WORK REQUIRED:
Restate verbatim the span of lines below between the line with "Locate an element" and the line with "The image size is (868, 459).", including those two lines, and only that span.

- Opening Delimiter -

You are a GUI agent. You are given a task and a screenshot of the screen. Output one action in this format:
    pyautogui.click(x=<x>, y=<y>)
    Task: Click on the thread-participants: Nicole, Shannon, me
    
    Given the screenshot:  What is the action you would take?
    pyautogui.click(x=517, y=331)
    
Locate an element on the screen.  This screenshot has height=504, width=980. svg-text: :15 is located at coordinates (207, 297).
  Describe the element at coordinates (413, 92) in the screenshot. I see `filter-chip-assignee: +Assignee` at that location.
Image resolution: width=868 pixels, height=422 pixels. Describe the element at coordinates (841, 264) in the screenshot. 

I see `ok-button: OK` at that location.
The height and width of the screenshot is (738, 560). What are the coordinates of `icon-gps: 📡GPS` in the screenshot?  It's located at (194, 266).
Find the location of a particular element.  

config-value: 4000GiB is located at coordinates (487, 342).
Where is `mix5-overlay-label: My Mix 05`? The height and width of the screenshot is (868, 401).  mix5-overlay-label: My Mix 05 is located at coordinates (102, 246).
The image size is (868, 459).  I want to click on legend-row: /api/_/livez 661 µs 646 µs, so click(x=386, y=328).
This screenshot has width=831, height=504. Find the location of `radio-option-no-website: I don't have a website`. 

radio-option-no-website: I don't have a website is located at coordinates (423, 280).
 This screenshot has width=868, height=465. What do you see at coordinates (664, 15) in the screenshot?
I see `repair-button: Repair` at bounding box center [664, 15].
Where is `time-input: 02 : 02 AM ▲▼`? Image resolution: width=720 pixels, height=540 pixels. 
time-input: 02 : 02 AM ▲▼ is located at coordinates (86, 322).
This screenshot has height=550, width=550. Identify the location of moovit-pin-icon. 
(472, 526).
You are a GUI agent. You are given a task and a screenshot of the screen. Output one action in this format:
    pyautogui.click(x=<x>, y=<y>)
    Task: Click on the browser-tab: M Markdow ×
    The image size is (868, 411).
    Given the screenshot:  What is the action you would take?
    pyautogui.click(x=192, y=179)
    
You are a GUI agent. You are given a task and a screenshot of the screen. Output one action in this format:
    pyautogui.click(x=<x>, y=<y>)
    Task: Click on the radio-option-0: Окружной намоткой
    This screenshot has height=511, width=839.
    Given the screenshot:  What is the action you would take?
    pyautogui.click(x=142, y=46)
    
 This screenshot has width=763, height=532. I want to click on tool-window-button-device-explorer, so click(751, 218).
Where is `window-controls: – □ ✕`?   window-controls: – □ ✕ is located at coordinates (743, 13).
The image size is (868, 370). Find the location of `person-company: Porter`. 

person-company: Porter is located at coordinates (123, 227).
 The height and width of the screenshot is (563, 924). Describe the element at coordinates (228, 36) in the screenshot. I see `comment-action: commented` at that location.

- Closing Delimiter -

ANSWER BOX:
Locate an element on the screen.  This screenshot has height=504, width=980. svg-text: :15 is located at coordinates (207, 297).
  Describe the element at coordinates (413, 92) in the screenshot. I see `filter-chip-assignee: +Assignee` at that location.
Image resolution: width=868 pixels, height=422 pixels. Describe the element at coordinates (841, 264) in the screenshot. 

I see `ok-button: OK` at that location.
The height and width of the screenshot is (738, 560). What are the coordinates of `icon-gps: 📡GPS` in the screenshot?  It's located at (194, 266).
Find the location of a particular element.  

config-value: 4000GiB is located at coordinates (487, 342).
Where is `mix5-overlay-label: My Mix 05`? The height and width of the screenshot is (868, 401).  mix5-overlay-label: My Mix 05 is located at coordinates (102, 246).
The image size is (868, 459).  I want to click on legend-row: /api/_/livez 661 µs 646 µs, so click(x=386, y=328).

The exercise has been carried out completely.